From French apostrophe, or Latin apostrophus, from Ancient Greek ἀπόστροφος (apóstrophos, accent of elision), a noun use of an adjective from ἀποστρέφω (apostréphō, I turn away), from ἀπό (apó, away from) + στρέφω (stréphō, to turn).

Alternative forms

Noun

apostrophe (plural apostrophes)

  1. (orthography) The text character , which serves as a punctuation mark in various languages and as a diacritical mark in certain rare contexts.
    • 2021, Claire Cock-Starkey, Hyphens & Hashtags, Bodleian Library, page 30:
      Since its inception the apostrophe has been a controversial piece of punctuation.
Usage notes
  • In English, the apostrophe is used to mark the possessive (e.g., “my friend’s wife”), and to show the omission of letters (e.g., “my friend’s angry”) or of numbers (e.g., "during the 1960s and ’70s").
Derived terms
Translations
See also

Punctuation

Etymology 2

From Latin apostrophe, from Ancient Greek ἀποστροφή (apostrophḗ), from ἀποστρέφω (apostréphō, I turn away), from ἀπό (apó) + στρέφω (stréphō, I turn).

Noun

apostrophe (countable and uncountable, plural apostrophes)

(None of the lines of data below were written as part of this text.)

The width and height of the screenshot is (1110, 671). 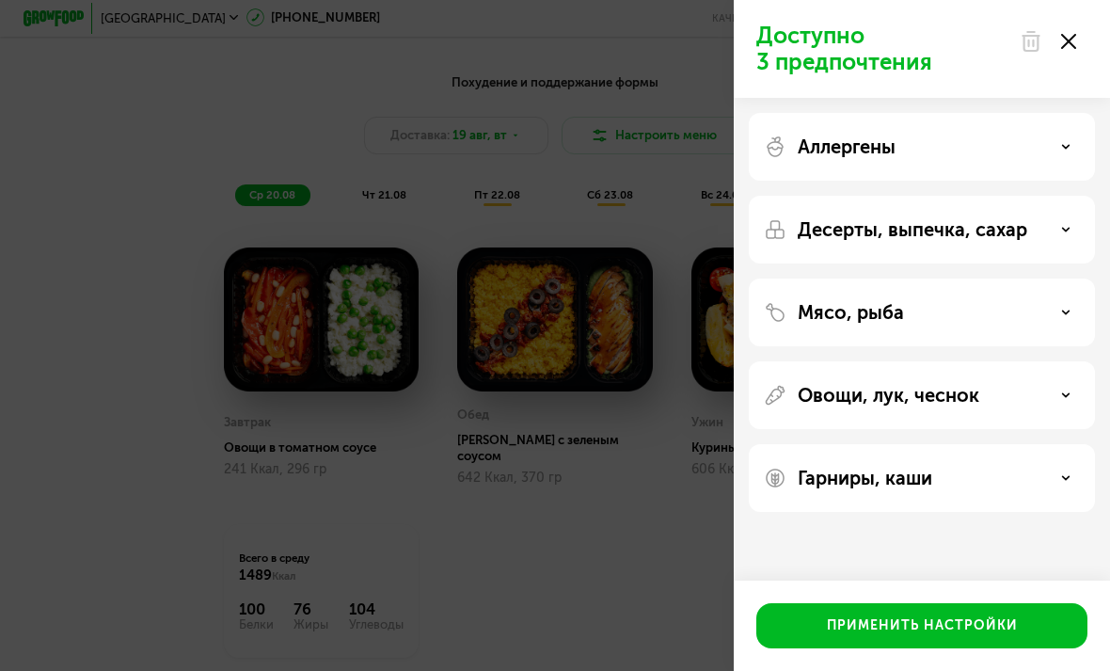 I want to click on p: Десерты, выпечка, сахар, so click(x=913, y=230).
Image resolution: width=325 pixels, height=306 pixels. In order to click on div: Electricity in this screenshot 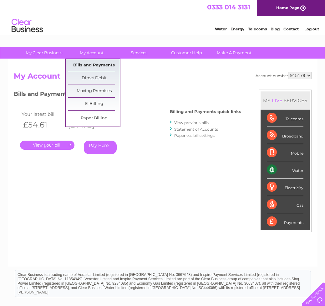, I will do `click(285, 187)`.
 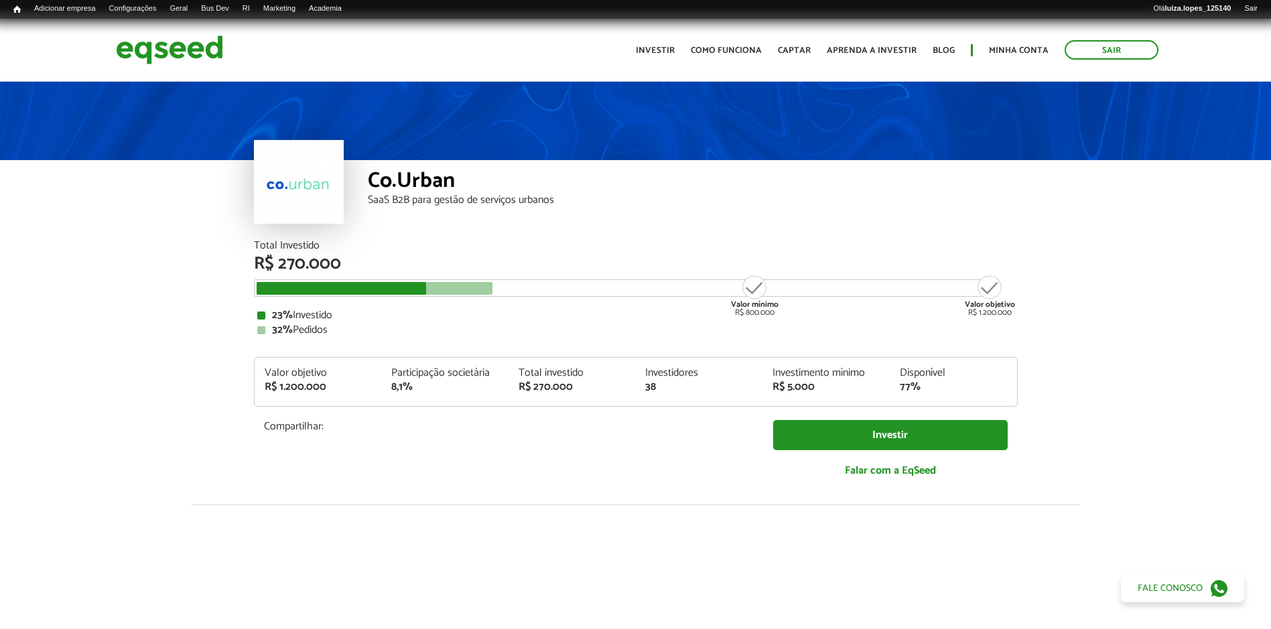 What do you see at coordinates (636, 330) in the screenshot?
I see `div: Pedidos` at bounding box center [636, 330].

  1. (rhetoric) A sudden exclamatory piece of dialogue addressed to someone or something, especially absent.
    • Langley, A Manual of the Figures of Rhetoric, , Doncaster: Printed by C. White, Baxter-Gate, →OCLC, page 28:
      Apostrophe a bold digression makes,
      Mov'd by some sudden thought the theme awakes.
      ]
    • 1842, [anonymous collaborator of Letitia Elizabeth Landon], chapter XXXIV, in Lady Anne Granard; or, Keeping up Appearances. , volume II, London: Henry Colburn, , →OCLC, page 139:
      The warm apostrophe of Riccardini to this little representative of his parents, whom he called "the son of his love, the child of his old age, the gift of his beloved niece, on the behalf of his angel-daughter," affected them all;...
Derived terms
Translations

Etymology 3

Noun

apostrophe

  1. (botany) An arrangement of chlorophyll grains perpendicular to the outer surface of plant cells, as opposed to epostrophe (an arrangement on the outer surface).
    • 1905 September 8, Harold Wager, “On Some Problems of Cell Structure and Physiology”, in English Mechanics and the World of Science, volume 82, number 2111, page 105:
      As is well known, chloroplast in the epistrophe position presents an oval or more or less circular form; in the apostrophe position a flattened and lenticular form.

Anagrams

French

Pronunciation

Etymology 1

From Latin apostrophus, from Ancient Greek ἀπόστροφος (apóstrophos, accent of elision), a noun use of an adjective from ἀποστρέφω (apostréphō, to turn away).

Noun

apostrophe f (plural apostrophes)

  1. (orthography) apostrophe
Descendants

Etymology 2

Borrowed from Latin apostropha, apostrophe, from Ancient Greek ἀποστροφή (apostrophḗ), from ἀποστρέφω (apostréphō, to turn away), from ἀπό (apó) + στρέφω (stréphō, to turn).

Noun

apostrophe f (plural apostrophes)

  1. (rhetoric) apostrophe

Etymology 3

See the etymology of the corresponding lemma form.

Verb

apostrophe

  1. inflection of apostropher:
    1. first/third-person singular present indicative/subjunctive
    2. second-person singular imperative

Further reading

Latin

Etymology

From Ancient Greek ἀποστροφή (apostrophḗ, literally a turning away), from ἀποστρέφω (apostréphō, I turn away).

Pronunciation

Noun

apostrophē f (genitive apostrophēs); first declension

  1. Alternative form of apostropha

Declension

First-declension noun (Greek-type).

singular plural
nominative apostrophē apostrophae
genitive apostrophēs apostrophārum
dative apostrophae apostrophīs
accusative apostrophēn apostrophās
ablative apostrophē apostrophīs
vocative apostrophē apostrophae

References

  • apostrophe”, in Charlton T. Lewis and Charles Short (1879) A Latin Dictionary, Oxford: Clarendon Press
  • apostrophe in Gaffiot, Félix (1934) Dictionnaire illustré latin-français, Hachette.